Michingthorpe was already running to youthful fat when he first became a trade friend; he is fatter now. The flesh that smudges the contours of his face is pale. Eyes, behind spectacles, are slate-coloured and small. His hair was conventionally short when he was younger; now its grey mat obscures his ears in so distinctive a manner that Clione has heard her waggish son likening Michingthorpe to a New Testament disciple. Had Michingthorpe himself heard that, he would not have minded but possibly would have recalled that as a schoolboy he wrote an essay on the subject of the Last Supper and was awarded a prize for it. He welcomes it when he is spoken of, adverse comments being rarely recognized as such.
When her middle child was three years old, Clione came into the sitting-room one day to hear Michingthorpe explaining why it was that oysters did not agree with him. He recounted occasions, before he was aware that they did not, when disaster had occurred. Still on the subject of his digestion, he next spoke of a dressmaker who had taken a liking to him in his own childhood, always having rock buns ready when he called in to see her. The rock buns had no ill effects, even though on one occasion he had eaten seven. Changing the subject, though without alteration of expression or tone, he reported that when he first wore spectacles everything tilted – whole rooms, and lamp-posts, the pavement when he walked on it. This led to a memory of someone saying, ‘We see God’s world as God would wish us to.’ Once in a zoo he watched a gorilla escape. He recognized on the street one day the late Boris Karloff. Often he speaks of waiters - how skilled or careless one was last week, what he had eaten on that occasion, whose company he was in. His mealtime companions are always from the trade, business conducted over soup and entrée and pudding.
In the past Michingthorpe appeared to dress more ordinarily: clothes that were hardly noticeable in youth – jeans and T-shirts – are more emphatic with his long grey hair, as if they seek to make a point or perpetuate some illusion. There are chunky jerseys to go with them, horn buttons down the front.
‘I dare say we all are someone else’s unpresentable friend,’ Clione has said, causing her husband and children to laugh, because Clione herself is not in the least unpresentable.

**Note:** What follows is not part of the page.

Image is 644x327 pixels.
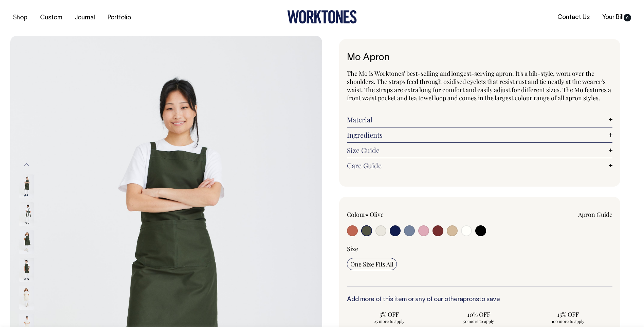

The children, who are adults now – the waggish boy, two younger girls - have ages ago come to regard Michingthorpe as they do the familiar items of furniture in their parents’ house. He is something that has been there for as long as the buttoned sofa in the hall has been, and the ugly picture of mules drawing carts on the stairway wall, the davenport on the first-floor landing. For all the children’s lives he has come and gone, expected or not expected, some detail at once related about the journey he has made. ‘Oh, God, that man!’ the children have cried, when young, when older. Not that Michingthorpe has ever noticed them much, seeming not ever to have established which is which. Among themselves they still wonder, as they always have, how it is that he continues to be a welcome visitor in their parents’ house. The fact bewilders them, but then is packed away as one of the small mysteries that haunt the separation of generations.